Young Aaron loses the icy self-control which is his distinguishing trait. He buries the retreating ones beneath an avalanche of curses, drowns them with a cataract of scorn.
“What!” he cries. “Will you leave your general’s body in their hands?”
He might have spared himself the shouting effort. Already he is alone with the dead.
“It is better company than that of cowards!” is his bitter cry, as he bends above the stark form of his chief.
The English are pouring from the blockhouse. Still young Aaron will not leave the dead Montgomery behind. Now are the steel-like powers of his slight frame manifest. With one effort, he swings the giant body to his shoulder, and plunges off down the defile, the eager blood-hungry redcoats not a dozen rods behind.
CHAPTER V—THE WRATH OF WASHINGTON
THE gray morning finds the routed ones in their old camp by the St. Lawrence. Colonel Arnold’s assault has also failed. The ex-apothecary received a slight wound, and is vastly proud. It is his left arm that was hurt, and of it he makes a mighty parade, slinging it in a rich crimson sash.
Colonel Arnold, now in command, does not attempt another assault, but contents himself with maneuvering his slender forces on the plain in tantalizing view of the redcoat foe. He sends a flag of truce to the foot of the walls, with a sprightly challenge to their defenders, inviting them to come out and fight. The Quebec commander, being a soldier and no mad knight errant, refuses to be thus romantic. The winter is deepening; he will leave the vaporing Colonel Arnold to fight a battle with the thermometer. Also, General Burgoyne, at the head of an army, is pointed that way.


## PROBLEM STATEMENT
Find each line below where the word "more" occurs, and copy it.

=-=-=

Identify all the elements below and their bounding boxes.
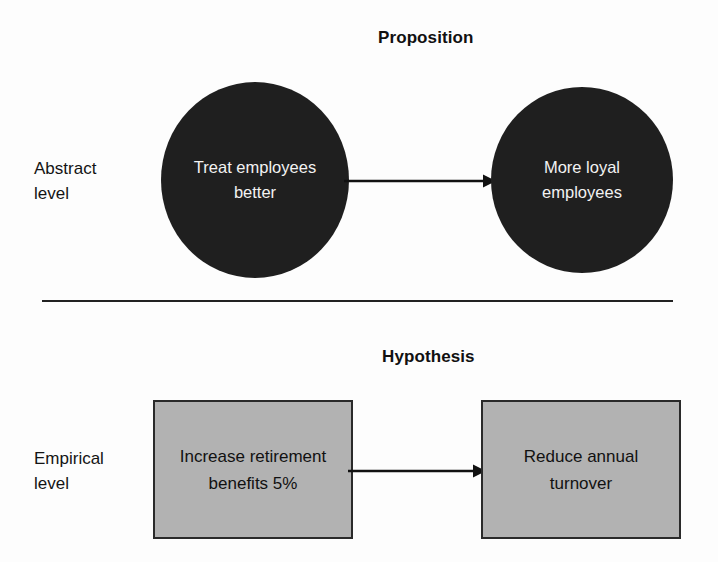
section-divider [42,300,673,302]
arrow-proposition-connector [344,174,496,188]
empirical-level-label-line1: Empirical [34,446,104,471]
node-reduce-annual-turnover-line1: Reduce annual [524,443,638,470]
node-increase-retirement-benefits: Increase retirement benefits 5% [153,400,353,539]
node-more-loyal-employees: More loyal employees [491,87,673,273]
node-more-loyal-employees-line2: employees [542,180,622,205]
abstract-level-label: Abstract level [34,156,96,206]
node-more-loyal-employees-text: More loyal employees [532,155,632,205]
node-treat-employees-better-line1: Treat employees [194,155,316,180]
node-reduce-annual-turnover: Reduce annual turnover [481,400,681,539]
empirical-level-label-line2: level [34,471,104,496]
abstract-level-label-line1: Abstract [34,156,96,181]
node-increase-retirement-benefits-text: Increase retirement benefits 5% [180,443,326,497]
abstract-level-label-line2: level [34,181,96,206]
node-more-loyal-employees-line1: More loyal [542,155,622,180]
node-treat-employees-better: Treat employees better [161,82,349,278]
node-reduce-annual-turnover-text: Reduce annual turnover [524,443,638,497]
node-increase-retirement-benefits-line1: Increase retirement [180,443,326,470]
proposition-title: Proposition [378,28,474,48]
node-increase-retirement-benefits-line2: benefits 5% [180,470,326,497]
empirical-level-label: Empirical level [34,446,104,496]
arrow-hypothesis-connector [348,464,486,478]
node-treat-employees-better-line2: better [194,180,316,205]
node-reduce-annual-turnover-line2: turnover [524,470,638,497]
node-treat-employees-better-text: Treat employees better [184,155,326,205]
diagram-canvas: Proposition Abstract level Treat employe… [0,0,718,562]
hypothesis-title: Hypothesis [382,347,475,367]
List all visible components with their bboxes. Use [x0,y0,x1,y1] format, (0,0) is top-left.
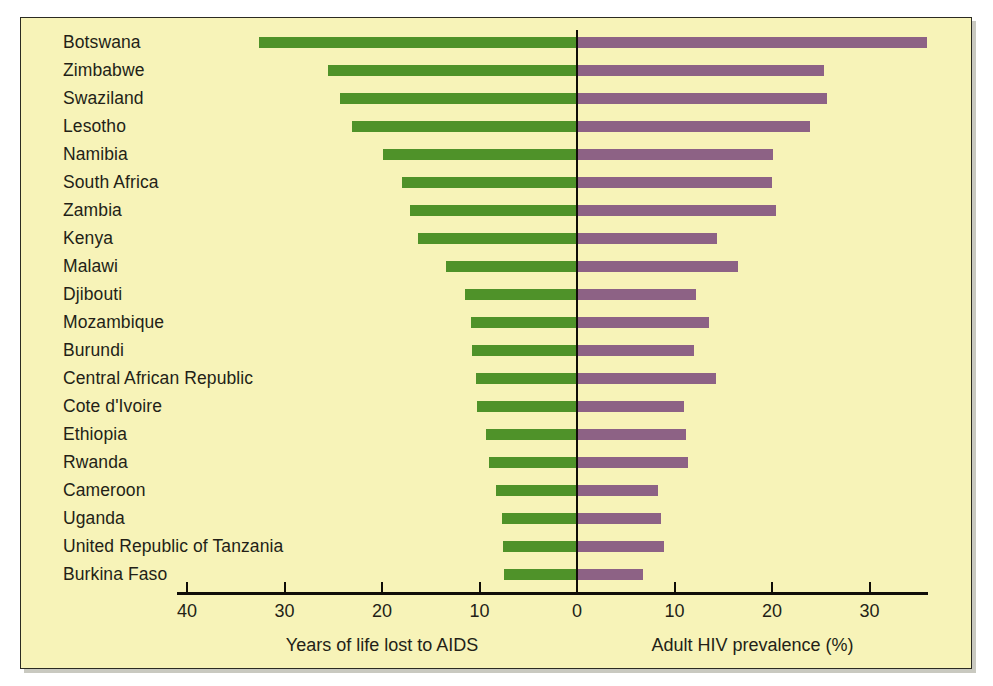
bar-years-lost [476,373,577,384]
bar-years-lost [496,485,577,496]
bar-hiv-prevalence [577,289,696,300]
chart-figure: BotswanaZimbabweSwazilandLesothoNamibiaS… [0,0,993,686]
axis-tick-label: 0 [547,601,607,622]
bar-hiv-prevalence [577,373,716,384]
bar-years-lost [418,233,577,244]
bar-hiv-prevalence [577,205,776,216]
axis-tick [186,582,188,592]
axis-tick-label: 30 [840,601,900,622]
bar-hiv-prevalence [577,37,927,48]
bar-years-lost [340,93,577,104]
right-axis-title: Adult HIV prevalence (%) [577,635,928,656]
bar-years-lost [465,289,577,300]
category-label: Malawi [63,253,118,279]
category-label: Kenya [63,225,113,251]
axis-tick [479,582,481,592]
category-label: Cameroon [63,477,146,503]
axis-tick [284,582,286,592]
bar-years-lost [477,401,577,412]
axis-tick [771,582,773,592]
bar-hiv-prevalence [577,65,824,76]
bar-hiv-prevalence [577,261,738,272]
bar-years-lost [446,261,577,272]
bar-years-lost [352,121,577,132]
axis-tick-label: 10 [645,601,705,622]
axis-tick-label: 20 [352,601,412,622]
bar-hiv-prevalence [577,149,773,160]
bar-hiv-prevalence [577,429,686,440]
axis-tick [576,582,578,592]
left-axis-title: Years of life lost to AIDS [187,635,577,656]
bar-hiv-prevalence [577,541,664,552]
bar-years-lost [489,457,577,468]
bar-hiv-prevalence [577,485,658,496]
category-label: United Republic of Tanzania [63,533,283,559]
bar-hiv-prevalence [577,177,772,188]
x-axis-line [177,592,928,595]
bar-hiv-prevalence [577,513,661,524]
category-label: Zimbabwe [63,57,145,83]
bar-years-lost [259,37,577,48]
category-label: Burundi [63,337,124,363]
category-label: Ethiopia [63,421,127,447]
bar-hiv-prevalence [577,317,709,328]
bar-hiv-prevalence [577,121,810,132]
zero-axis-line [576,30,578,592]
category-label: Djibouti [63,281,122,307]
axis-tick-label: 20 [742,601,802,622]
bar-hiv-prevalence [577,93,827,104]
axis-tick [381,582,383,592]
bar-hiv-prevalence [577,401,684,412]
category-label: Rwanda [63,449,128,475]
axis-tick-label: 10 [450,601,510,622]
axis-tick-label: 30 [255,601,315,622]
bar-years-lost [328,65,577,76]
bar-years-lost [471,317,577,328]
category-label: Lesotho [63,113,126,139]
bar-years-lost [472,345,577,356]
category-label: Botswana [63,29,141,55]
category-label: Uganda [63,505,125,531]
category-label: Namibia [63,141,128,167]
category-label: Central African Republic [63,365,253,391]
category-label: Swaziland [63,85,144,111]
category-label: Mozambique [63,309,164,335]
bar-years-lost [504,569,577,580]
bar-hiv-prevalence [577,345,694,356]
bar-years-lost [383,149,577,160]
bar-years-lost [503,541,577,552]
plot-area: BotswanaZimbabweSwazilandLesothoNamibiaS… [20,17,972,669]
bar-years-lost [402,177,577,188]
axis-tick-label: 40 [157,601,217,622]
axis-tick [674,582,676,592]
category-label: Burkina Faso [63,561,167,587]
bar-hiv-prevalence [577,569,643,580]
axis-tick [869,582,871,592]
category-label: Cote d'Ivoire [63,393,162,419]
bar-years-lost [486,429,577,440]
bar-years-lost [410,205,577,216]
category-label: South Africa [63,169,159,195]
bar-hiv-prevalence [577,457,688,468]
bar-hiv-prevalence [577,233,717,244]
category-label: Zambia [63,197,122,223]
bar-years-lost [502,513,577,524]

=-=-=

## EXERCISE RESULT
node-more-loyal-employees: More loyal employees [491,87,673,273]
node-more-loyal-employees-line2: employees [542,180,622,205]
node-more-loyal-employees-text: More loyal employees [532,155,632,205]
node-more-loyal-employees-line1: More loyal [542,155,622,180]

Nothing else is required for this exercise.